Nvidia believes that the AI-driven data center growth needs another avenue of exploration. Only the connecting of different physical locations can allow for the desired AI capacity to be achieved. In addition to scale-up and scale-out, this also requires ‘scale-across’, as the chipmaker coins it.
The means to achieve this feat is Nvidia Spectrum-XGS Ethernet. This technology, a continuation and expansion of the existing Spectrum-X Ethernet platform, allows AI chips from different locations to behave as one giant ‘superchip’.
Third pillar
The limits of growth within data centers become apparent fairly quickly. These locations have defined space constraints and, in most cases, cannot consume more than a fixed amount of power without rearchitecting it. Scale-up, or expanding a single system or rack, is further limited by the capabilities of infrastructure such as water cooling. There is simply a maximum wattage that can be covered by the existing installation, however large. At the same time, the number of locations inside a data center is limited, so scale-out, or adding more racks, more servers, etc., also has a hard upper boundary.
This brings us to scale-across, where the limit has so far revolved around the infrastructural reality. Although data centers communicate with each other at lightning speed, the requirements for an AI workload are very high. Synchronization across all processors takes an eternity in hardware terms. Spectrum-XGS Ethernet aims to change this. Nvidia refers to this as AI “superfactories.”
Automatic congestion control of network traffic, latency management, and end-to-end telemetry work together to deliver a 1.9x performance gain over typical network speeds between data centers. This is based on a benchmark using Nvidia’s Collective Communications Library (NCCL, pronounced “Nickel”). In other words: this is assuming the (quite realistic) scenario of a full-blown Nvidia location trying to tap into another remotely situated equivalent.
Unsurprisingly, AI capacity specialist and close Nvidia partner CoreWeave is an early adopter. Co-founder and CTO of that company, Peter Salanki, believes this step will enable “giga-scale” AI. It may well be necessary to make larger projects such as Oracle’s, SoftBank’s and OpenAI’s North American Stargate initiative a reality.
Spectrum-X Ethernet foundation
Nvidia’s major step forward could not have happened without work on the existing Spectrum-X Ethernet. Although Nvidia likes to promote its own InfiniBand interconnectivity standard within data centers, the reality is that Ethernet is ubiquitous. Spectrum-X delivers comparable speed, scale, and latency across the board with this tech, but allows for Nvidia’s hardware to deliver its best regardless of the greater compatibility versus InfiniBand.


- _What the task requires_:
Find the line with "has height=572, width=1122." in the entries below, then reproduce it and every line after it down to and including the line with "In order to click on p: Find", exactly.

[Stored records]

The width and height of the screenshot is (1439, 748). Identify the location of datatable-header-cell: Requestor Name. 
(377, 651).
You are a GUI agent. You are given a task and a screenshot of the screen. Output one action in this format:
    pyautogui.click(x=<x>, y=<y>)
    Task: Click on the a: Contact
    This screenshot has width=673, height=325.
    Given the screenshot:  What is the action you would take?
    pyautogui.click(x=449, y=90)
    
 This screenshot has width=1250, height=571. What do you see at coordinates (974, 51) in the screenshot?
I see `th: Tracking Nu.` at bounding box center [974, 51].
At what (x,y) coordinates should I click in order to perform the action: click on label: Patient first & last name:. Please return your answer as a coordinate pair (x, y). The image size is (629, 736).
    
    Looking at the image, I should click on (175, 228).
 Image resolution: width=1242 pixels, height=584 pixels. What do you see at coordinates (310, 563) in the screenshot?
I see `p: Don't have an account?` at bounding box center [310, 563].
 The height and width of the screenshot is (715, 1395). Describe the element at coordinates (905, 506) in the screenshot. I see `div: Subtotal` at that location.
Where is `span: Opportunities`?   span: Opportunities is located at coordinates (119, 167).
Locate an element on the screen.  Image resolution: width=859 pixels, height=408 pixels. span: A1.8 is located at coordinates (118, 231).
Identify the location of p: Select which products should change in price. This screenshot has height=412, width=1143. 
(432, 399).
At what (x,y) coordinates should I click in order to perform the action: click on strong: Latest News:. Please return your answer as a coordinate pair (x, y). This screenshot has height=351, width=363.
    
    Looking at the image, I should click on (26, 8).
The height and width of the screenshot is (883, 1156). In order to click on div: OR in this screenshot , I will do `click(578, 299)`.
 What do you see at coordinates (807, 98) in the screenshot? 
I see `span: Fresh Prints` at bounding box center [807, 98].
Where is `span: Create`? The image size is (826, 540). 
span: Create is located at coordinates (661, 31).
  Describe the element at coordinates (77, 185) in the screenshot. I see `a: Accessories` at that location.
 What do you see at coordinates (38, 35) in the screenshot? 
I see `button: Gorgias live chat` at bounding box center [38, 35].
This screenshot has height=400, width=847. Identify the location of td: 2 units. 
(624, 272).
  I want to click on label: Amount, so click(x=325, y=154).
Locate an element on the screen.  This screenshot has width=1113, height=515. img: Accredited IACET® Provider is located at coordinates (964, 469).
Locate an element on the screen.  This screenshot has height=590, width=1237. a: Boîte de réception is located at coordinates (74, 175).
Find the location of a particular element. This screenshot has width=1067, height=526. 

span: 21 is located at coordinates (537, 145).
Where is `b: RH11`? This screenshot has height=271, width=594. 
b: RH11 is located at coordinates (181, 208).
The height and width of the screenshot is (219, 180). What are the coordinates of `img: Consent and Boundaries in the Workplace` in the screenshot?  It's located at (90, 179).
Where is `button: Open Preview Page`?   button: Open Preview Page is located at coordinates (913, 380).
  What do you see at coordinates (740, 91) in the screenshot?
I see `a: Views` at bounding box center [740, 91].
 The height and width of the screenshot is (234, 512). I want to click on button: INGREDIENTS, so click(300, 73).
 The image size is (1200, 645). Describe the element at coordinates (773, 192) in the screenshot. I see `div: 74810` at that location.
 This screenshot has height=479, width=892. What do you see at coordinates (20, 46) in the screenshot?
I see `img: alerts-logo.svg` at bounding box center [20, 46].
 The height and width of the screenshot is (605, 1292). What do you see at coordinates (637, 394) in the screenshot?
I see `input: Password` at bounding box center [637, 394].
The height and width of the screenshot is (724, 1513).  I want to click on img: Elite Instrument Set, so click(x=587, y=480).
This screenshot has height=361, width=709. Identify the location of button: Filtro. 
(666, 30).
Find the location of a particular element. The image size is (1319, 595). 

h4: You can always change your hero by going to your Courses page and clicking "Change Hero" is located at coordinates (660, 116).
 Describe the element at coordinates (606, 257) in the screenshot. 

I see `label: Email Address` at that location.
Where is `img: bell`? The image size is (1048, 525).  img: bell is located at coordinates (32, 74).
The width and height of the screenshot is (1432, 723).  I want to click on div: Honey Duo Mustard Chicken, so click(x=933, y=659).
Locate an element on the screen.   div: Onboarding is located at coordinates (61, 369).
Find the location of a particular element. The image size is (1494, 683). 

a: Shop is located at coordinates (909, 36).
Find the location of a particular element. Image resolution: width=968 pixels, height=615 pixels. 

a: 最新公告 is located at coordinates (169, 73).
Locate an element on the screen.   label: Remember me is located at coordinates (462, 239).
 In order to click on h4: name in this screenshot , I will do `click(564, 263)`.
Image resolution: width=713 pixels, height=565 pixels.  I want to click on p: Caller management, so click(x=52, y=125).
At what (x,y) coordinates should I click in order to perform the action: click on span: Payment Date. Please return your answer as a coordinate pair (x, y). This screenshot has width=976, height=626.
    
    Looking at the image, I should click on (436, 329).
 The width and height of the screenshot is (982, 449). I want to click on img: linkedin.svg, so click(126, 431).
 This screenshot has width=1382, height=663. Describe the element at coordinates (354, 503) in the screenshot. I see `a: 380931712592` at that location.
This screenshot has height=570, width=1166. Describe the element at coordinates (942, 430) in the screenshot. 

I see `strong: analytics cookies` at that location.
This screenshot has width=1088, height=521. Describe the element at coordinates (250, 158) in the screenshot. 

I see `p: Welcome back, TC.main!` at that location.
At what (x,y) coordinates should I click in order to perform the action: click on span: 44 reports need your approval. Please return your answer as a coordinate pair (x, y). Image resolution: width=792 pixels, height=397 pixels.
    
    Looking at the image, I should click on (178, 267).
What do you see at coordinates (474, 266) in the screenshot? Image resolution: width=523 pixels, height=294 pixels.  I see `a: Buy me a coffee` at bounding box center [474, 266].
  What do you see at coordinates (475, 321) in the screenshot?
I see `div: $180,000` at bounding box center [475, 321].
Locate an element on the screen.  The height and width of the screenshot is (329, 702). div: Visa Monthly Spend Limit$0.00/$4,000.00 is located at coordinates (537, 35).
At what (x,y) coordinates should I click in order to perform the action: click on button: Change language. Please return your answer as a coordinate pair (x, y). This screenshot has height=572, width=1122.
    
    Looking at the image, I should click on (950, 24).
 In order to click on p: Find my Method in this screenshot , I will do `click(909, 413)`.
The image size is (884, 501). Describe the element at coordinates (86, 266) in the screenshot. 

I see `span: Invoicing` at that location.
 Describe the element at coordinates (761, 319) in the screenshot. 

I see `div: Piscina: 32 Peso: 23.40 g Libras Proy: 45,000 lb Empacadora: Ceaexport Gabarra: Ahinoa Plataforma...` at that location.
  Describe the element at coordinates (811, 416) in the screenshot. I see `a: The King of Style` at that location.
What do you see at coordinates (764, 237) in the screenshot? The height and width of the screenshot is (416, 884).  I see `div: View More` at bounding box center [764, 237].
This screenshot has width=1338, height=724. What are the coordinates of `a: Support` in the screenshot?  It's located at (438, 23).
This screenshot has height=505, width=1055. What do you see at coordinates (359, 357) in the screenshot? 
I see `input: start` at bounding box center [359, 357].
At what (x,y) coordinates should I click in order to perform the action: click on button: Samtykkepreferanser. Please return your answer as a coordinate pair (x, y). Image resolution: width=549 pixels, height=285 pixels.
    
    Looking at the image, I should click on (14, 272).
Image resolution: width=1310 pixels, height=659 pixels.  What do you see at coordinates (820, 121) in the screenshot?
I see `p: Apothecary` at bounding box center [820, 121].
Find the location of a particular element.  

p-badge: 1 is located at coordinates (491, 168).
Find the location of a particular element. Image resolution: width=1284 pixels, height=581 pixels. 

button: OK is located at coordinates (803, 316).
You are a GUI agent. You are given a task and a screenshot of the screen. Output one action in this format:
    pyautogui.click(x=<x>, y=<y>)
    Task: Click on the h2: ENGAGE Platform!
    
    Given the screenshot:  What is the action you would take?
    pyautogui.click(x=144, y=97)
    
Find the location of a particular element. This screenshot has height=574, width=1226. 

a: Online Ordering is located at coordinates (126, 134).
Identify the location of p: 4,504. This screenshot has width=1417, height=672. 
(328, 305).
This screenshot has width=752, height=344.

- _Exercise result_:
At what (x,y) coordinates should I click in order to perform the action: click on button: Change language. Please return your answer as a coordinate pair (x, y). This screenshot has height=572, width=1122.
    
    Looking at the image, I should click on (950, 24).
 In order to click on p: Find my Method in this screenshot , I will do `click(909, 413)`.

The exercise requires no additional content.